As if that wasn't a big enough contribution to Disney lore, Jay got another call in 1972. Fulton Burley, a staple performer in the Golden Horseshoe Revue in Disneyland was taking some time off and needed a substitute. Jay agreed to fill in for him as resident Irish Tenor (although Jay is actually more German than Irish) over a six week period. When the month and a half was over, it was decided that the show needed Jay for a few more weeks. He actually stopped performing in the Revue when it closed fourteen years later. He was even a featured performer in the final show on October 12, 1986.

In addition to all his work with Disney and in films, Jay appeared in television commercials for everything from McDonald's (singing, of course, the famous slogan "You deserve a break today") to Mattel Toys and Knotsberry Farm. He sang in concerts at the Hollywood Bowl with Sammy Davis Jr. and Ray Charles. He made records with the Ray Connif Singers, the Pied Pipers and the Johnny Mann Singers. His final public appearance was, ironically, at a private function at the Walt Disney Studio, where he sang Too Ra Loo Ra Loo, a song he'd sung hundreds of times in the saloon in Frontierland. His amazing, mostly unrecognized, career ended 80 years after it began as a little five year old local singing sensation.

Thursday, December 20, 2018

December 20 - Sam McKim


Photo lifted from filesofjerryblake.com
On this day, in 1924, Sammy McKim was born in Vancouver, British Columbia, Canada. During the Great Depression, Sammy and his family moved to Los Angles, California. When he was ten, Sammy was visiting a relative on the MGM movie lot when he caught the eye of a casting director as was almost immediately put to work as an extra. Republic Studios signed him to a contract and he began appearing in Westerns and other B movies, working with the likes of Spencer Tracy, John Wayne and Gene Autry. Throughout this entire period, Sammy was constantly drawing. Many times he’d make caricatures of his fellow actors and have them sign the pieces for him.
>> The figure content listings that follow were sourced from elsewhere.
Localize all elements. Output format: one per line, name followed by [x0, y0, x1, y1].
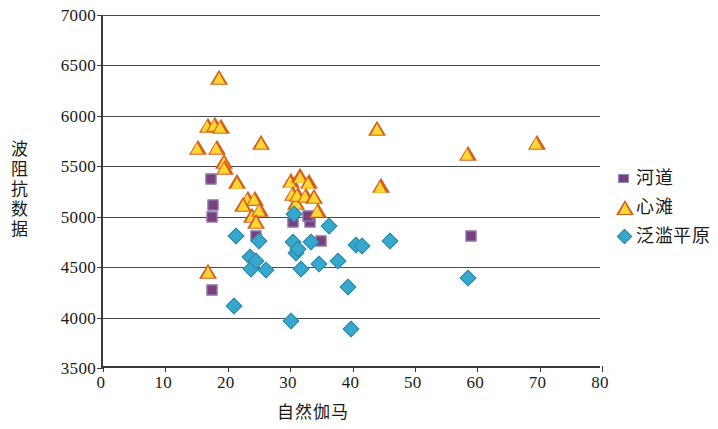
data-point-diamond [225, 298, 242, 315]
x-axis-tick-label: 50 [388, 374, 438, 391]
x-axis-tick [165, 366, 166, 372]
y-axis-tick-label: 6500 [26, 57, 96, 74]
x-axis-tick [290, 366, 291, 372]
square-marker-icon-shape [618, 174, 629, 183]
y-axis-title-char: 波 [8, 140, 30, 160]
data-point-triangle [372, 178, 390, 193]
data-point-triangle [199, 264, 217, 279]
y-axis-tick [97, 15, 103, 16]
y-axis-title-char: 数 [8, 200, 30, 220]
y-axis-tick-label: 5000 [26, 208, 96, 225]
x-axis-tick [228, 366, 229, 372]
x-axis-tick-label: 0 [76, 374, 126, 391]
y-axis-tick-label: 5500 [26, 158, 96, 175]
legend-item-label: 心滩 [636, 198, 673, 216]
y-axis-tick-label: 4500 [26, 259, 96, 276]
data-point-diamond [343, 320, 360, 337]
square-marker-icon [616, 169, 634, 187]
data-point-triangle [228, 174, 246, 189]
legend-item-1[interactable]: 心滩 [616, 192, 716, 221]
data-point-square [205, 174, 216, 185]
scatter-chart: 70006500600055005000450040003500 波阻抗数据 0… [0, 0, 718, 429]
data-point-triangle [216, 160, 234, 175]
x-axis-tick [477, 366, 478, 372]
data-point-square [206, 285, 217, 296]
data-point-square [207, 211, 218, 222]
y-axis-tick [97, 116, 103, 117]
x-axis-tick-label: 60 [450, 374, 500, 391]
gridline [103, 318, 600, 319]
gridline [103, 116, 600, 117]
x-axis-title: 自然伽马 [0, 398, 718, 423]
x-axis-title-text: 自然伽马 [277, 398, 349, 423]
data-point-triangle [459, 146, 477, 161]
data-point-triangle [252, 135, 270, 150]
gridline [103, 217, 600, 218]
x-axis-tick [602, 366, 603, 372]
y-axis-tick-label: 7000 [26, 7, 96, 24]
data-point-triangle [210, 69, 228, 84]
diamond-marker-icon-shape [617, 228, 633, 244]
data-point-diamond [321, 217, 338, 234]
x-axis-tick [353, 366, 354, 372]
data-point-triangle [305, 188, 323, 203]
data-point-triangle [247, 214, 265, 229]
data-point-square [207, 199, 218, 210]
y-axis-tick [97, 65, 103, 66]
legend-item-0[interactable]: 河道 [616, 163, 716, 192]
gridline [103, 65, 600, 66]
diamond-marker-icon [616, 227, 634, 245]
data-point-diamond [381, 232, 398, 249]
y-axis-tick-label: 6000 [26, 107, 96, 124]
x-axis-tick [103, 366, 104, 372]
legend-item-2[interactable]: 泛滥平原 [616, 221, 716, 250]
triangle-marker-icon [616, 198, 634, 216]
y-axis-title-char: 据 [8, 220, 30, 240]
plot-area [101, 15, 600, 368]
gridline [103, 166, 600, 167]
x-axis-tick-label: 40 [326, 374, 376, 391]
chart-legend: 河道心滩泛滥平原 [616, 163, 716, 250]
data-point-triangle [208, 140, 226, 155]
x-axis-tick-label: 10 [138, 374, 188, 391]
x-axis-tick-label: 20 [201, 374, 251, 391]
y-axis-tick [97, 217, 103, 218]
y-axis-title-char: 抗 [8, 180, 30, 200]
data-point-triangle [368, 121, 386, 136]
y-axis-title: 波阻抗数据 [8, 140, 30, 240]
data-point-square [466, 231, 477, 242]
y-axis-tick [97, 318, 103, 319]
data-point-diamond [459, 270, 476, 287]
gridline [103, 267, 600, 268]
data-point-triangle [528, 135, 546, 150]
data-point-triangle [212, 119, 230, 134]
triangle-marker-icon-shape [616, 200, 634, 215]
legend-item-label: 泛滥平原 [636, 227, 710, 245]
x-axis-tick [540, 366, 541, 372]
data-point-triangle [189, 140, 207, 155]
legend-item-label: 河道 [636, 169, 673, 187]
data-point-diamond [293, 261, 310, 278]
x-axis-tick-label: 80 [575, 374, 625, 391]
y-axis-tick [97, 166, 103, 167]
gridline [103, 15, 600, 16]
x-axis-tick-label: 30 [263, 374, 313, 391]
data-point-diamond [227, 227, 244, 244]
y-axis-tick [97, 267, 103, 268]
data-point-diamond [283, 312, 300, 329]
data-point-diamond [339, 279, 356, 296]
data-point-diamond [310, 256, 327, 273]
x-axis-tick [415, 366, 416, 372]
y-axis-tick-label: 4000 [26, 309, 96, 326]
x-axis-tick-label: 70 [513, 374, 563, 391]
data-point-triangle [309, 202, 327, 217]
y-axis-title-char: 阻 [8, 160, 30, 180]
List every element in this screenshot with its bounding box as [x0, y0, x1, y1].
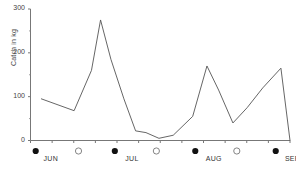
- moon-phase-markers: [33, 148, 279, 154]
- new-moon-marker: [192, 148, 198, 154]
- full-moon-marker: [234, 148, 240, 154]
- full-moon-marker: [75, 148, 81, 154]
- new-moon-marker: [33, 148, 39, 154]
- full-moon-marker: [153, 148, 159, 154]
- chart-figure: Catch in kg 0100200300 JUNJULAUGSEP: [0, 0, 296, 169]
- new-moon-marker: [112, 148, 118, 154]
- line-plot: [0, 0, 296, 169]
- axis-lines: [31, 9, 291, 141]
- catch-data-line: [41, 20, 290, 141]
- new-moon-marker: [273, 148, 279, 154]
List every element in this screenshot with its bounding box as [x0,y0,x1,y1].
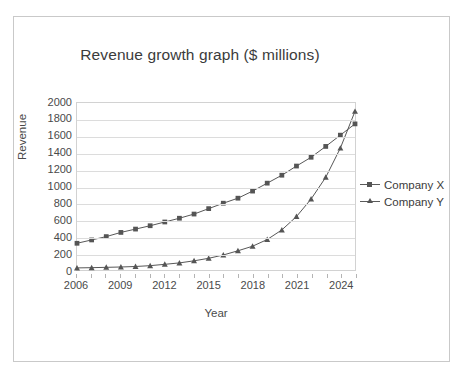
square-marker-icon [177,216,182,221]
gridline [77,255,355,256]
x-axis-tick-labels: 2006200920122015201820212024 [76,274,356,292]
triangle-marker-icon [250,243,256,248]
x-tick-label: 2015 [196,280,220,291]
x-tick-label: 2024 [329,280,353,291]
square-marker-icon [309,155,314,160]
plot-area [76,102,356,271]
gridline [77,188,355,189]
x-tick-mark [150,274,151,278]
series-line-company-x [77,124,355,243]
square-marker-icon [119,230,124,235]
x-tick-mark [91,274,92,278]
gridline [77,154,355,155]
x-tick-mark [179,274,180,278]
x-tick-mark [341,274,342,278]
x-tick-label: 2009 [108,280,132,291]
series-line-company-y [77,111,355,268]
gridline [77,171,355,172]
x-tick-label: 2006 [64,280,88,291]
triangle-marker-icon [308,196,314,201]
gridline [77,221,355,222]
square-marker-icon [236,196,241,201]
triangle-marker-icon [352,108,358,113]
x-axis-label: Year [76,307,356,319]
triangle-marker-icon [323,174,329,179]
x-tick-mark [327,274,328,278]
square-marker-icon [148,223,153,228]
square-marker-icon [75,241,80,246]
x-tick-mark [135,274,136,278]
gridline [77,238,355,239]
x-tick-mark [297,274,298,278]
x-tick-mark [253,274,254,278]
square-marker-icon [265,181,270,186]
legend-label-company-x: Company X [384,179,444,191]
x-tick-label: 2018 [241,280,265,291]
x-tick-mark [312,274,313,278]
x-tick-mark [209,274,210,278]
x-tick-label: 2012 [152,280,176,291]
x-tick-mark [164,274,165,278]
series-lines-svg [77,103,355,270]
chart-figure: Revenue growth graph ($ millions) Revenu… [0,0,463,379]
x-tick-mark [268,274,269,278]
x-tick-mark [223,274,224,278]
x-tick-mark [105,274,106,278]
x-tick-mark [120,274,121,278]
square-marker-icon [353,122,358,127]
x-tick-mark [356,274,357,278]
square-marker-icon [294,164,299,169]
gridline [77,204,355,205]
triangle-marker-icon [337,145,343,150]
square-marker-icon [360,179,380,191]
square-marker-icon [206,206,211,211]
x-tick-label: 2021 [285,280,309,291]
triangle-marker-icon [360,196,380,208]
square-marker-icon [279,173,284,178]
x-tick-mark [76,274,77,278]
x-tick-mark [282,274,283,278]
legend-item-company-x[interactable]: Company X [360,176,456,193]
square-marker-icon [323,144,328,149]
x-tick-mark [238,274,239,278]
gridline [77,137,355,138]
chart-legend: Company X Company Y [360,176,456,210]
x-tick-mark [194,274,195,278]
legend-item-company-y[interactable]: Company Y [360,193,456,210]
gridline [77,120,355,121]
square-marker-icon [250,189,255,194]
legend-label-company-y: Company Y [384,196,444,208]
square-marker-icon [192,212,197,217]
square-marker-icon [133,227,138,232]
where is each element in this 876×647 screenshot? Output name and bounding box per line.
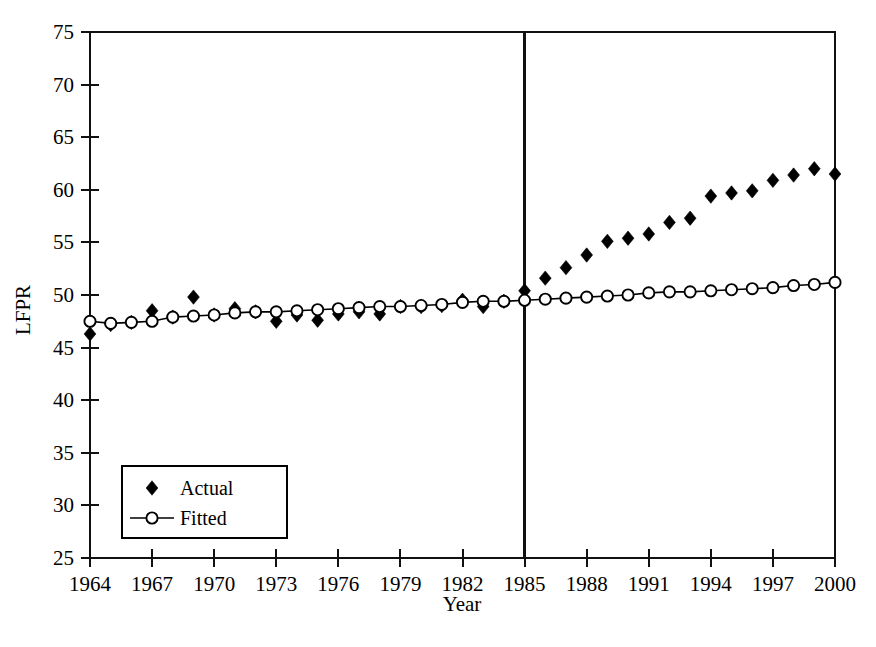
fitted-data-point — [643, 287, 654, 298]
fitted-data-point — [395, 301, 406, 312]
x-axis-title: Year — [443, 592, 482, 616]
chart-legend: ActualFitted — [122, 466, 287, 538]
fitted-data-point — [581, 292, 592, 303]
x-tick-label: 1976 — [317, 572, 359, 596]
fitted-data-point — [457, 297, 468, 308]
fitted-data-point — [809, 279, 820, 290]
fitted-data-point — [478, 296, 489, 307]
fitted-data-point — [622, 289, 633, 300]
fitted-data-point — [167, 311, 178, 322]
fitted-data-point — [312, 304, 323, 315]
y-axis-title: LFPR — [11, 285, 35, 335]
fitted-data-point — [271, 306, 282, 317]
lfpr-line-scatter-chart: 1964196719701973197619791982198519881991… — [0, 0, 876, 647]
fitted-data-point — [788, 280, 799, 291]
fitted-data-point — [105, 318, 116, 329]
fitted-data-point — [333, 303, 344, 314]
fitted-data-point — [353, 302, 364, 313]
y-tick-label: 40 — [53, 388, 74, 412]
fitted-data-point — [519, 295, 530, 306]
fitted-data-point — [747, 283, 758, 294]
fitted-data-point — [705, 285, 716, 296]
x-tick-label: 1973 — [255, 572, 297, 596]
y-tick-label: 45 — [53, 336, 74, 360]
fitted-data-point — [664, 286, 675, 297]
x-tick-label: 1979 — [379, 572, 421, 596]
x-tick-label: 1991 — [628, 572, 670, 596]
fitted-data-point — [726, 284, 737, 295]
x-tick-label: 1964 — [69, 572, 112, 596]
y-tick-label: 75 — [53, 20, 74, 44]
y-tick-label: 60 — [53, 178, 74, 202]
fitted-data-point — [146, 316, 157, 327]
fitted-data-point — [829, 277, 840, 288]
fitted-data-point — [291, 305, 302, 316]
legend-circle-marker — [146, 512, 157, 523]
y-tick-label: 70 — [53, 73, 74, 97]
y-tick-label: 55 — [53, 230, 74, 254]
fitted-data-point — [374, 301, 385, 312]
fitted-data-point — [540, 294, 551, 305]
fitted-data-point — [498, 296, 509, 307]
fitted-data-point — [602, 290, 613, 301]
y-tick-label: 30 — [53, 493, 74, 517]
fitted-data-point — [126, 317, 137, 328]
fitted-data-point — [84, 316, 95, 327]
fitted-data-point — [209, 309, 220, 320]
x-tick-label: 1988 — [566, 572, 608, 596]
x-tick-label: 1970 — [193, 572, 235, 596]
fitted-data-point — [560, 293, 571, 304]
fitted-data-point — [229, 307, 240, 318]
x-tick-label: 1985 — [504, 572, 546, 596]
legend-label: Actual — [180, 477, 234, 499]
y-tick-label: 35 — [53, 441, 74, 465]
x-tick-label: 2000 — [814, 572, 856, 596]
fitted-data-point — [767, 282, 778, 293]
x-tick-label: 1967 — [131, 572, 173, 596]
y-tick-label: 50 — [53, 283, 74, 307]
x-tick-label: 1994 — [690, 572, 733, 596]
x-tick-label: 1997 — [752, 572, 794, 596]
fitted-data-point — [416, 300, 427, 311]
fitted-data-point — [188, 310, 199, 321]
fitted-data-point — [250, 306, 261, 317]
chart-container: 1964196719701973197619791982198519881991… — [0, 0, 876, 647]
fitted-data-point — [685, 286, 696, 297]
legend-label: Fitted — [180, 507, 227, 529]
y-tick-label: 25 — [53, 546, 74, 570]
fitted-data-point — [436, 299, 447, 310]
y-tick-label: 65 — [53, 125, 74, 149]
When he hit high school, Sammy submitted his portfolio to the Walt Disney Studios and… was offered a job in traffic control. He said no thanks and joined the United States Army instead to serve in World War II.
At the conclusion of that conflict, Sam (as he was now called) returned to LA and enrolled in the Art Center College of Design. He graduated in 1950 and the military waited a whole 24 hours before they drafted him back into the Army for the Korean War. Sam served for 14 more months, earning the Distinguished Service Cross in the process, returned stateside again and, this time, enrolled at the Chouinard Art Institute. Graduating again in 1953, Sam was faced with a choice: return to a life of acting (he was offered a role in John Ford’s The Long Gray Line) or stay behind the cameras and create storyboards for 20th Century Fox. He chose the career in drawing and never looked back.
Image copyright Disney
A round of layoffs hit Fox the following year and swept Sam into a new job at the Walt Disney Studios. His first assignments were to draw inspirational sketches of attractions for a little project called Disneyland. It wouldn’t be long before every land in the new park had some sort of influence from the hand of Sam McKim. He contributed to the look of the Golden Horseshoe Revue, Great Moments with Mr. Lincoln, Pirates of the Caribbean, The Haunted Mansion and many more. Eventually, Sam would touch theme parks in the Florida Project as well. He helped design The Hall of Presidents at the Magic Kingdom, the Universe of Energy at Epcot and made dozens of sketches for the Disney-MGM Studios.

Image copyright Disney
Sam’s biggest contribution to the Disney legacy, however, is easily the souvenir maps he drew of Disneyland between 1958 and 1964. The intricacy of these maps has made them one of the most sought after pieces of memorabilia in all of Disney collecting. Almost thirty years later, Sam would reprise his role of park cartographer when he created one of his detailed masterpieces for the opening of Disneyland Paris.
In 1996, Sam was declared an official Disney Legend for all of his inspiring (and enduring) design work for the company over the years. He would pass away from heart failure at his home in Burbank, California on July 9, 2004. He was 79.